🤖 AI Summary
Addressing fair classification in low-data, highly imbalanced medical imaging domains—where false negatives incur high clinical costs—remains challenging due to scarce labeled samples and stringent fairness requirements. Method: We propose a lightweight model ensemble framework that enforces individual fairness constraints. It introduces a novel member-prediction aggregation paradigm under fairness constraints, a data-efficient training mechanism leveraging reusable validation sets, and the first theoretical convergence guarantee for fair ensembling under low-data regimes. Contributions/Results: Evaluated on multiple medical imaging datasets, our method reduces the equal opportunity difference by 37% on average while maintaining >98% accuracy. Training overhead is only marginally higher than single-model fine-tuning, significantly improving the fairness–accuracy trade-off without compromising computational efficiency or clinical utility.
📝 Abstract
We address the problem of fair classification in settings where data is scarce and unbalanced across demographic groups. Such low-data regimes are common in domains like medical imaging, where false negatives can have fatal consequences.
We propose a novel approach emph{OxEnsemble} for efficiently training ensembles and enforcing fairness in these low-data regimes. Unlike other approaches, we aggregate predictions across ensemble members, each trained to satisfy fairness constraints. By construction, emph{OxEnsemble} is both data-efficient, carefully reusing held-out data to enforce fairness reliably, and compute-efficient, requiring little more compute than used to fine-tune or evaluate an existing model. We validate this approach with new theoretical guarantees. Experimentally, our approach yields more consistent outcomes and stronger fairness-accuracy trade-offs than existing methods across multiple challenging medical imaging classification datasets.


Problem to work on -
Each line below must be reproduced exactly as it stands. Pictures stay out of the copy.
━━━━━ Material for this task ━━━━━
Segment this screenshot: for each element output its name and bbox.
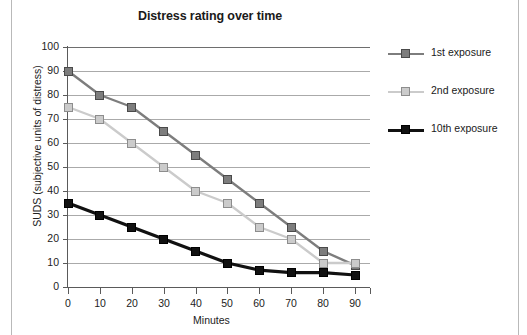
data-point-marker	[255, 223, 264, 232]
data-point-marker	[255, 199, 264, 208]
data-point-marker	[287, 223, 296, 232]
y-axis-tick	[63, 119, 68, 120]
y-axis-title: SUDS (subjective units of distress)	[31, 31, 43, 261]
gridline	[68, 143, 370, 144]
x-axis-tick-label: 30	[149, 297, 179, 309]
data-point-marker	[319, 268, 328, 277]
x-axis-title: Minutes	[68, 314, 355, 326]
data-point-marker	[191, 187, 200, 196]
y-axis-tick	[63, 239, 68, 240]
x-axis-tick	[68, 288, 69, 294]
data-point-marker	[159, 235, 168, 244]
data-point-marker	[223, 259, 232, 268]
chart-legend: 1st exposure2nd exposure10th exposure	[388, 47, 513, 161]
x-axis-tick-label: 70	[276, 297, 306, 309]
page-rule-right	[518, 0, 519, 335]
data-point-marker	[127, 223, 136, 232]
y-axis-tick	[63, 143, 68, 144]
data-point-marker	[127, 103, 136, 112]
y-axis-tick	[63, 95, 68, 96]
data-point-marker	[287, 235, 296, 244]
gridline	[68, 191, 370, 192]
data-point-marker	[223, 199, 232, 208]
data-point-marker	[351, 271, 360, 280]
data-point-marker	[95, 211, 104, 220]
legend-marker-swatch	[401, 49, 410, 58]
data-point-marker	[64, 67, 73, 76]
data-point-marker	[351, 259, 360, 268]
legend-item: 1st exposure	[388, 47, 513, 61]
legend-item: 10th exposure	[388, 123, 513, 137]
x-axis-tick-label: 80	[308, 297, 338, 309]
legend-marker-swatch	[401, 87, 410, 96]
data-point-marker	[64, 103, 73, 112]
data-point-marker	[319, 247, 328, 256]
legend-label: 1st exposure	[431, 46, 491, 58]
gridline	[68, 95, 370, 96]
page-rule-left	[11, 0, 12, 335]
legend-label: 2nd exposure	[431, 84, 495, 96]
y-axis-tick	[63, 191, 68, 192]
gridline	[68, 215, 370, 216]
gridline	[68, 119, 370, 120]
legend-label: 10th exposure	[431, 122, 498, 134]
data-point-marker	[255, 266, 264, 275]
legend-item: 2nd exposure	[388, 85, 513, 99]
legend-marker-swatch	[401, 125, 410, 134]
x-axis-tick	[323, 288, 324, 294]
x-axis-tick	[196, 288, 197, 294]
data-point-marker	[191, 247, 200, 256]
gridline	[68, 71, 370, 72]
data-point-marker	[319, 259, 328, 268]
y-axis-tick	[63, 47, 68, 48]
x-axis-tick-label: 60	[244, 297, 274, 309]
data-point-marker	[127, 139, 136, 148]
y-axis-tick-label: 0	[29, 280, 59, 292]
data-point-marker	[191, 151, 200, 160]
data-point-marker	[64, 199, 73, 208]
x-axis-line	[67, 287, 370, 288]
x-axis-tick	[355, 288, 356, 294]
gridline	[68, 47, 370, 48]
gridline	[68, 239, 370, 240]
x-axis-tick-label: 90	[340, 297, 370, 309]
x-axis-tick	[259, 288, 260, 294]
y-axis-tick	[63, 263, 68, 264]
gridline	[68, 167, 370, 168]
x-axis-tick	[370, 288, 371, 294]
data-point-marker	[159, 127, 168, 136]
x-axis-tick	[164, 288, 165, 294]
data-point-marker	[287, 268, 296, 277]
x-axis-tick	[100, 288, 101, 294]
data-point-marker	[95, 115, 104, 124]
x-axis-tick-label: 0	[53, 297, 83, 309]
chart-title: Distress rating over time	[0, 9, 420, 23]
x-axis-tick-label: 20	[117, 297, 147, 309]
data-point-marker	[223, 175, 232, 184]
data-point-marker	[159, 163, 168, 172]
data-point-marker	[95, 91, 104, 100]
y-axis-tick	[63, 215, 68, 216]
x-axis-tick-label: 10	[85, 297, 115, 309]
x-axis-tick-label: 50	[212, 297, 242, 309]
x-axis-tick	[291, 288, 292, 294]
x-axis-tick	[227, 288, 228, 294]
x-axis-tick-label: 40	[181, 297, 211, 309]
x-axis-tick	[132, 288, 133, 294]
y-axis-tick	[63, 167, 68, 168]
series-line	[68, 71, 355, 265]
chart-figure: Distress rating over time 01020304050607…	[0, 0, 527, 335]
━━━━━
Task answer -
Segment this screenshot: for each element output its name and bbox.
data-point-marker	[255, 223, 264, 232]
data-point-marker	[255, 199, 264, 208]
data-point-marker	[287, 223, 296, 232]
y-axis-tick	[63, 119, 68, 120]
y-axis-title: SUDS (subjective units of distress)	[31, 31, 43, 261]
gridline	[68, 143, 370, 144]
x-axis-tick-label: 30	[149, 297, 179, 309]
data-point-marker	[319, 268, 328, 277]
x-axis-title: Minutes	[68, 314, 355, 326]
data-point-marker	[191, 187, 200, 196]
y-axis-tick	[63, 239, 68, 240]
x-axis-tick	[68, 288, 69, 294]
data-point-marker	[159, 235, 168, 244]
data-point-marker	[223, 259, 232, 268]
chart-legend: 1st exposure2nd exposure10th exposure	[388, 47, 513, 161]
x-axis-tick-label: 70	[276, 297, 306, 309]
page-rule-right	[518, 0, 519, 335]
data-point-marker	[127, 223, 136, 232]
y-axis-tick	[63, 143, 68, 144]
data-point-marker	[127, 103, 136, 112]
y-axis-tick	[63, 95, 68, 96]
data-point-marker	[287, 235, 296, 244]
gridline	[68, 191, 370, 192]
data-point-marker	[223, 199, 232, 208]
data-point-marker	[351, 271, 360, 280]
data-point-marker	[95, 211, 104, 220]
legend-marker-swatch	[401, 49, 410, 58]
data-point-marker	[64, 67, 73, 76]
data-point-marker	[351, 259, 360, 268]
legend-item: 1st exposure	[388, 47, 513, 61]
legend-item: 10th exposure	[388, 123, 513, 137]
x-axis-tick-label: 80	[308, 297, 338, 309]
legend-marker-swatch	[401, 87, 410, 96]
data-point-marker	[64, 103, 73, 112]
data-point-marker	[319, 247, 328, 256]
legend-label: 1st exposure	[431, 46, 491, 58]
gridline	[68, 95, 370, 96]
page-rule-left	[11, 0, 12, 335]
legend-label: 2nd exposure	[431, 84, 495, 96]
y-axis-tick	[63, 191, 68, 192]
gridline	[68, 215, 370, 216]
gridline	[68, 119, 370, 120]
legend-label: 10th exposure	[431, 122, 498, 134]
data-point-marker	[255, 266, 264, 275]
legend-item: 2nd exposure	[388, 85, 513, 99]
legend-marker-swatch	[401, 125, 410, 134]
x-axis-tick	[323, 288, 324, 294]
x-axis-tick	[196, 288, 197, 294]
data-point-marker	[191, 247, 200, 256]
gridline	[68, 71, 370, 72]
data-point-marker	[319, 259, 328, 268]
y-axis-tick	[63, 47, 68, 48]
x-axis-tick-label: 60	[244, 297, 274, 309]
data-point-marker	[127, 139, 136, 148]
y-axis-tick-label: 0	[29, 280, 59, 292]
data-point-marker	[191, 151, 200, 160]
data-point-marker	[64, 199, 73, 208]
x-axis-line	[67, 287, 370, 288]
x-axis-tick	[355, 288, 356, 294]
gridline	[68, 47, 370, 48]
gridline	[68, 239, 370, 240]
x-axis-tick-label: 90	[340, 297, 370, 309]
x-axis-tick	[259, 288, 260, 294]
y-axis-tick	[63, 263, 68, 264]
gridline	[68, 167, 370, 168]
x-axis-tick	[370, 288, 371, 294]
data-point-marker	[159, 127, 168, 136]
x-axis-tick	[164, 288, 165, 294]
data-point-marker	[287, 268, 296, 277]
x-axis-tick	[100, 288, 101, 294]
data-point-marker	[95, 115, 104, 124]
x-axis-tick-label: 0	[53, 297, 83, 309]
chart-title: Distress rating over time	[0, 9, 420, 23]
x-axis-tick-label: 20	[117, 297, 147, 309]
data-point-marker	[223, 175, 232, 184]
data-point-marker	[159, 163, 168, 172]
data-point-marker	[95, 91, 104, 100]
y-axis-tick	[63, 215, 68, 216]
x-axis-tick-label: 10	[85, 297, 115, 309]
x-axis-tick-label: 50	[212, 297, 242, 309]
x-axis-tick	[291, 288, 292, 294]
x-axis-tick	[227, 288, 228, 294]
x-axis-tick-label: 40	[181, 297, 211, 309]
x-axis-tick	[132, 288, 133, 294]
y-axis-tick	[63, 167, 68, 168]
series-line	[68, 71, 355, 265]
chart-figure: Distress rating over time 01020304050607…	[0, 0, 527, 335]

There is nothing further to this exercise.